Sunlight Park

From BR Bullpen

Map showing the approximate location of the stadium. Sunlight Park Ave still exists near the bottom of the map.

Sunlight Park was Toronto's first professional baseball stadium built in 1886, as the Toronto Baseball Grounds.

The stadium was located in an area of the city now known as Riverside, south of Queen Street East, west of Broadview Avenue, and north of Eastern Avenue on the east side of the Don River. It was a 2500-seat wooden structure, with stands four storeys high and surrounded by a 4 metre wooden fence. Admission was 25 cents.

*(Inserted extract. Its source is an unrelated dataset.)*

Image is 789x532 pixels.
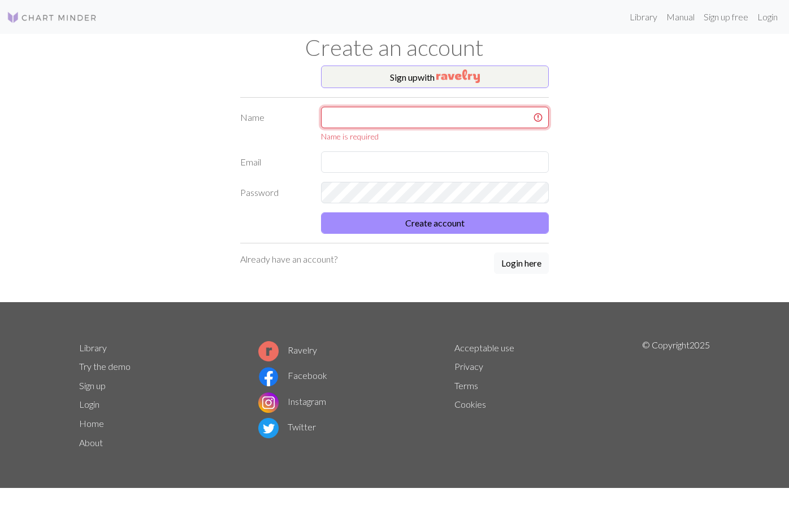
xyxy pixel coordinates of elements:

The site became known as Sunlight Park after William Hesketh Lever (of the Lever Brothers Company) opened Sunlight Soap Works south of the park in 1893; Sunlight being a well-known brand of soap in Canada. Toronto's first first professional baseball title was won in the Park on September 17, 1897. Cannonball Crane pitched the Toronto Maple Leafs of the Eastern League (the ancestor of today's International League) to a 15-5 win over Newark in the morning game of a doubleheader as well as pitching all of the second game (he continued to play with a sprained ankle sustained in the 4th inning). In the second game, Canonball hit a base-clearing drive in the 8th, sending the game to extra innings; he belted out a home run in the 11th to seal a 5-4 Toronto victory. He also returned to the park on Sunday with both a sore ankle and sore shoulder, pitching Toronto to another big win (22-8).

Legacy[edit]

An historical plaque has been affixed to a building now on the site by the City of Toronto to commemorate the Baseball Grounds. For a period of time, there was an alleyway named Baseball Place in the location, so named after the Grounds (although the name is no longer in use as of 2014). There is a Sunlight Park Road in the area that is still in use, which marked the boundary of the Grounds. As of 2014, the site is home to a Toyota dealership and a parking lot, among other brick buildings.

In May 2014, a local microbrewery created Sunlight Park Saison, a summer seasonal beer named in honor of the Grounds.